The Apocalypse Checklist

Days Gone , releasing by the end of April, follows a tragic backstory of the protagonist in an apocalyptic world.
A screenshot from Days Gone
A screenshot from Days Gone

CHENNAI : As much as I would like this article to be a get-ready inventory for an actual apocalyptic situation involving collection of wrenches and katanas, it is really a list of ingredients for a typical game in the apocalyptic genre. ‘Days Gone’, releasing this month is another in a swarm of games featuring a desolate yet frightening Earth. But how different is it from the typical game on the end of modern civilsation?

An end-of-the-world situation should not picturise shiny buildings surrounded by lush green trees with the sun shining brightly; it is simply not dismal enough. All these games must have ‘The Wasteland’ environment. Think the deserts in PUBG’s Miramar or Mad Max — they fall on the extreme side of the spectrum. ‘Fallout 4’ does it with the rusty ‘pre-war’ buildings. Days Gone has gone the route of overgrown forests and rundown dirt roads.

The Element of the Disgusting is another important component of these games. ‘The Last of Us’, for example, features mild dismemberment through its grotesque zombies. “What’s a game without the satisfying thump while slashing a giant radioactive cockroach?”, challenges Fallout. Days Gone goes way further and incorporates a number of zombies that you wouldn’t even fathom in your worst nightmare. The gameplay features sequences which throws upto 500 freakers (a zombie variation) who go into a crazed run to get a piece of you (the protagonist).

An extension of the disgust element is a reasoning for it — a pseudo-scientific explanation to make everything seem realistic. In the game BioShock, they use syringes for ‘genetic modification’ to get you survival ready in the underwater universe. Fallout explains away everything using Radioactivity. ‘Days Gone’ on the other hand, de-evolves — with the protagonist’s roaring motorbike being about the only sophisticated technology in the game. 

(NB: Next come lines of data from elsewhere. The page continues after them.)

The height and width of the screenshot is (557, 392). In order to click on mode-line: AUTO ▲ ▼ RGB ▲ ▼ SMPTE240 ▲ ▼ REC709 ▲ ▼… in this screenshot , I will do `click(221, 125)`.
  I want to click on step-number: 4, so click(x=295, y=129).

The last feature, compulsively added in even the most conscienceless of zombie games — is the sentiment. After Last of Us was appreciated for being a tearjerker, the games that followed are now choosing one of two paths in their main storyline — Tragic Backstory vs inter-character relationships. Based on the gameplay releases, it looks like Days Gone chooses the former. The game releases on April 26 for the PlayStation.